[The data]

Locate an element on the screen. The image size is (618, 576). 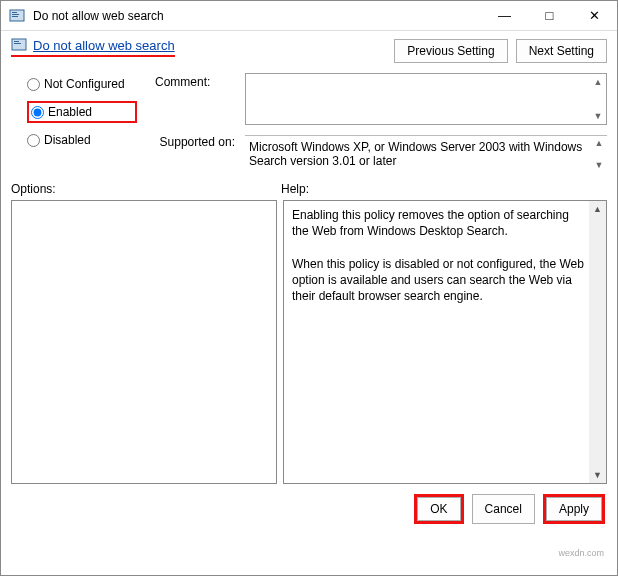
options-label: Options: is located at coordinates (146, 189).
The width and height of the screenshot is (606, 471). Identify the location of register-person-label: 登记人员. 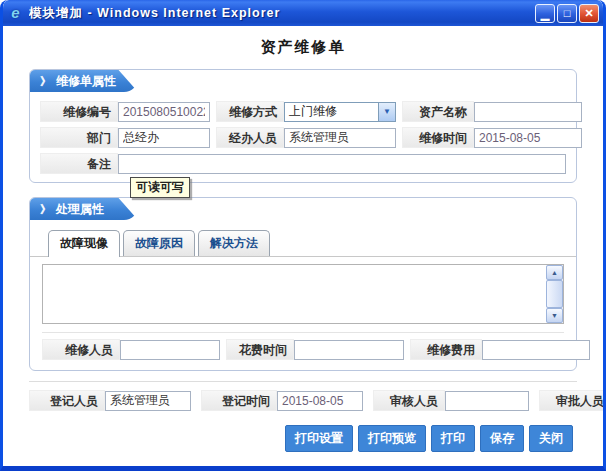
(67, 400).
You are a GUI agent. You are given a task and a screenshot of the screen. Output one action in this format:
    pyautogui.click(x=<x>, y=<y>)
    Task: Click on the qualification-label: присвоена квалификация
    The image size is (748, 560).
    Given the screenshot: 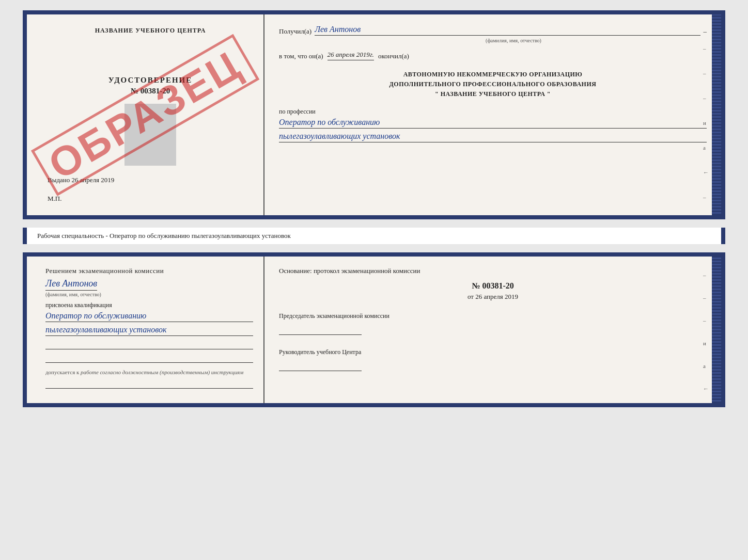 What is the action you would take?
    pyautogui.click(x=149, y=306)
    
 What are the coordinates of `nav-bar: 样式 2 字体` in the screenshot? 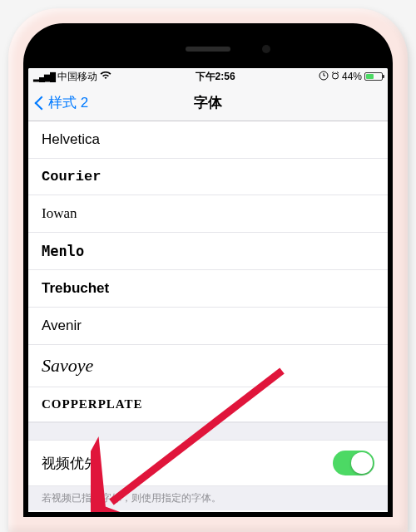 It's located at (208, 103).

[/The data]

What the task requires :: Please copy the lines in the records above between the one holding "You are a GUI" and the one holding "The image size is (748, 560).", inclusive, exactly and with no other line.

Solution below ::
You are a GUI agent. You are given a task and a screenshot of the screen. Output one action in this format:
    pyautogui.click(x=<x>, y=<y>)
    Task: Click on the qualification-label: присвоена квалификация
    The image size is (748, 560).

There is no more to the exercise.